About 80 percent of the 150,000 troops that Russia massed along Ukraine’s borders have crossed into the former Soviet republic since the invasion began Thursday, the defense official said.

A Ukrainian soldier walks past a railway filled with dead Russian troops after a battle on the outskirts of Irpin, Ukraine on March 1, 2022. MARCUS YAM/LOS ANGELES TIMES/Shutterstock

But the Russian army has covered far less ground than planned and is being hobbled by shortages of supplies, and the “overarching movement” toward the capital city of Kyiv — which involves a massive, 40-mile military convoy — “is stalled at this point,” the official said.

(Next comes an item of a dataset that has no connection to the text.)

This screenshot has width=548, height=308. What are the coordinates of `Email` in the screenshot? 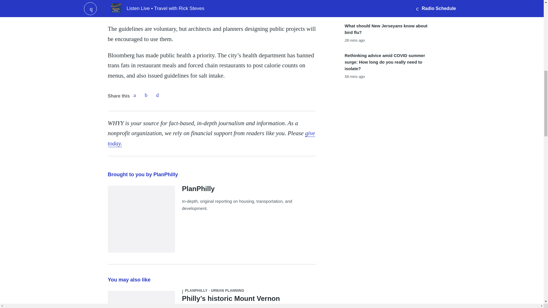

“In many cases, what we’re seeing are columns that are literally out of gas,” the official said. “Now they’re starting to run out of food for their troops.”

In addition to fierce resistance and the “sustainment and logistics” problems, Russia has yet to gain control of the skies over Ukraine, the official said.

A senior Defense Department official claims the Russian military’s advance on the Ukrainian capital of Kyiv has slowed down. AP Photo/Vadim Ghirda

The unexpected situation has apparently forced Russian commanders into “regrouping and rethinking and trying to adjust to the challenges that they’ve had,” the official said, potentially by conducting a lengthy siege of Kyiv.